Not directly. Standard drill bits have round shanks and won't seat in the 1/4-inch hex collet on an impact driver. With a hex-to-3-jaw chuck adapter, you can run round-shank bits for small holes in wood or soft metal at low trigger pressure. For serious work, you want hex-shank impact-rated bits.
What's the difference between hex shank and round shank?
Hex shank is a 1/4-inch six-sided shank with a detent groove, designed to drop into an impact driver's quick-change collet. Round shank is a smooth cylinder that a drill chuck's three jaws grip. They're not interchangeable without an adapter.
Why do impact drivers use hex bits?
The 1/4-inch hex collet uses a spring-loaded detent ball to lock the bit, and the six flat sides give the rotational hammering a flat surface to drive against.

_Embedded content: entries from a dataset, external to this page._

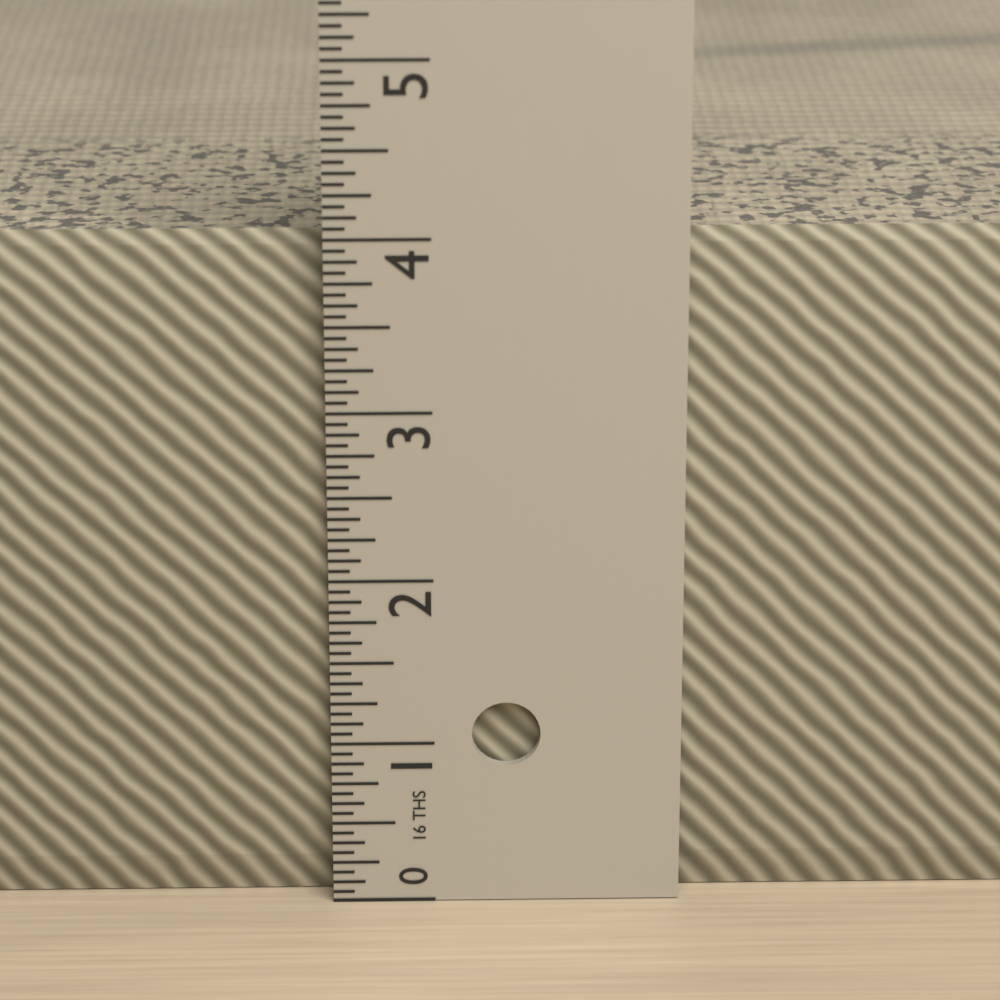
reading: 4.0000 in
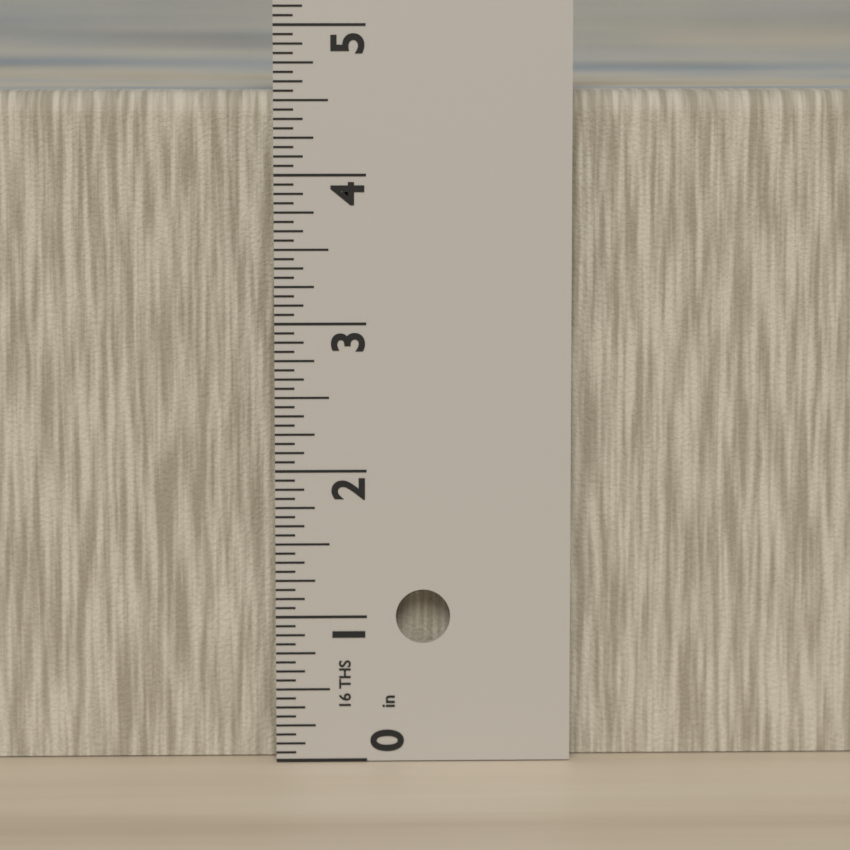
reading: 4.5625 in
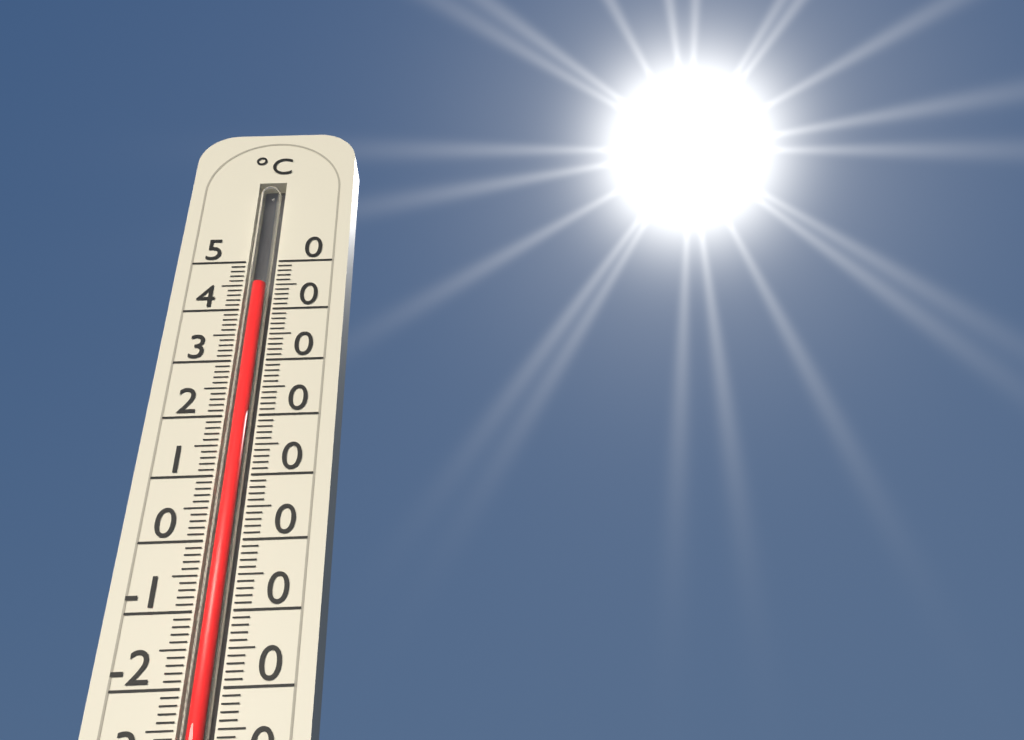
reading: 45 °C
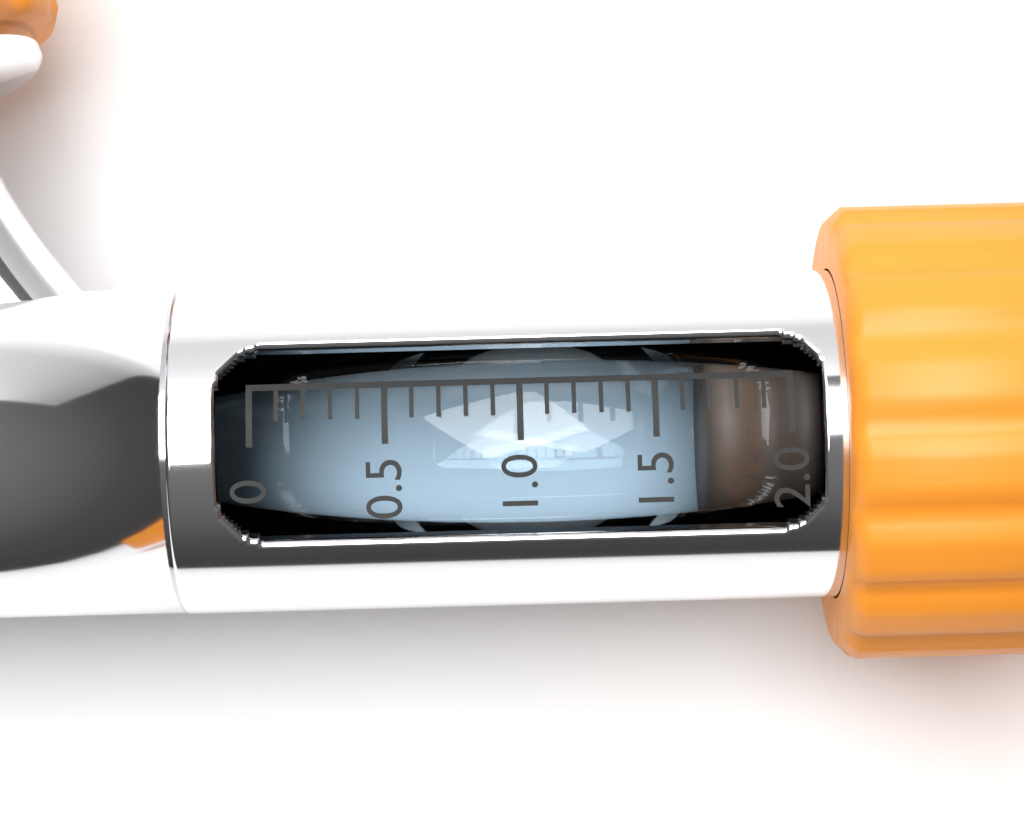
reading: 1.7 (no unit)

A round shank has neither — no detent groove, no flats — so it would spin loose or pull free under impact.
Do round-shank bits work with a hex-to-3-jaw adapter on an impact driver?
For holes under 1/4-inch in wood, plastic, or thin sheet metal at light trigger pressure, yes. For steel over 1/4-inch, masonry, or full-impact use, no — the bit will spin in the adapter's jaws or snap at the flute neck.
Will an impact driver break a regular drill bit?
Often, yes. Non-impact-rated bits don't have a torsion zone, so the rotational hammering concentrates stress at the thin flute-to-shank transition and shears it. Hex-shank bits without the torsion zone fail the same way under hard sustained use.
Are all hex-shank bits impact rated?
No. Hex shank means it fits. Impact-rated means it survives. Look for the visibly necked-down torsion zone on the shank — that's the tell. "Impact ready" on packaging without a visible flex zone is marketing, not engineering.
Is the 1/4-inch hex collet the same on every brand?
Yes. Milwaukee M18, DeWalt 20V MAX, Makita 18V, Bosch 18V, Ryobi One+, Ridgid, Hilti — all run the same 1/4-inch hex quick-change standard. Both the Makita XDT16 and Bosch GDX18V spec a 1/4-inch hex quick-change chuck, confirming the cross-brand fit. Any hex-shank bit or bit holder that fits one fits all of them.
Browse impact-driver accessories for Milwaukee M18 at our Milwaukee collection or DeWalt 20V MAX at our DeWalt collection, or grab the universal magnetic bit holder that works across both platforms and every 1/4-inch hex-shank bit you'll put on it.